Dáil debates

Wednesday, 3 July 2019

Death of Former Member: Expressions of Sympathy

 

2:20 pm

Photo of Marc MacSharryMarc MacSharry (Sligo-Leitrim, Fianna Fail) | Oireachtas source

I welcome Anne, Eidín, Niamh, Deirbrin, Niall, Donagh is here in spirit, Medbh, Eimhín, Bid, his sister, Vera is not here with us today, and we have special memory for Mark junior today. I welcome also his grandchildren. I welcome Mr. Tom Craven, as a representative of the many tens of thousands of people who supported the Killilea family and politics through the generations, as others have said. He was not only a great loyal friend and supporter of Mark Killilea who we are discussing, but of his father, the original Mark, and he is key to Donagh’s political career as it continues. He is a most appropriate representative of all who supported the Killileas through the year. Tom is very welcome here.

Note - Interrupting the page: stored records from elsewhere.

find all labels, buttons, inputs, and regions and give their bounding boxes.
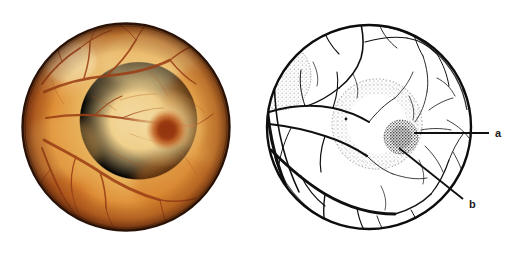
fovea-marker-dot	[345, 118, 348, 121]
label-b: b	[469, 198, 476, 210]
fundus-photograph-panel	[0, 0, 261, 256]
figure-root: a b Retinal fundus photograph and matchi…	[0, 0, 523, 256]
fundus-schematic-panel: a b	[261, 0, 523, 256]
fundus-photograph-image	[0, 0, 261, 256]
fundus-schematic-image: a b	[261, 0, 523, 256]
label-a: a	[495, 127, 502, 139]
schematic-contents	[261, 0, 523, 256]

Family and loyalty was everything to the Mark Killilea that I have known all my life. It epitomised all his work and actions. It did not require a report from PwC or KPMG or consideration by a sub-agency: Mark Killilea was guided by the people. The Taoiseach alluded to the fact that there is coarseness in politics now. While we may have developed that coarseness, what we have truly lost is the fact that giants of the tradition of public representation like Mark Killilea were guided by the people. That was in every single thing that he did.

Mark mentored many in their political careers, some of whom went on to be Commissioners, taoisigh, leas-cheann comhairlí, Senators and TDs, including myself in my own political career which started in 2002. Much of that mentoring took place - the Leas-Cheann Comhairle will not mind me mentioning this - in 30, Clareville Road, Harold’s Cross in an era when public representatives in the Dáil and the Seanad were not resourced in terms of expenses to be able to say in hotels, as we are lucky enough to be able to do today. In terms of TDs and Senators, the originals were Mark Killilea, Ray MacSharry, Pat the Cope Gallagher, the late Flor Crowley and former Senator Bernard McGlincey. If only the walls of No. 30 could talk, there was much wisdom imparted by Mark Killilea to other people who went on to have very successful carers in their own right. While they were the originals, later there was the former Minister, John Browne, and the former Taoiseach, Brian Cowen, who all went there.

As alluded to by others, and I have the express permission of the author, Mark Killilea’s fingerprints were all over the CAP reforms of the 1990s. Its passage and commentary through the European Parliament, as alluded to by the Leas-Cheann Comhairle, was at the hands and behest of the extraordinary ability that Mark Killilea had to bring people with him. He was a giant in the tradition of public representation, a man who was all graces and no airs. While those of us who entered public life and are in it after he is gone would seek to try to walk in his steps, nobody will ever fill his shoes.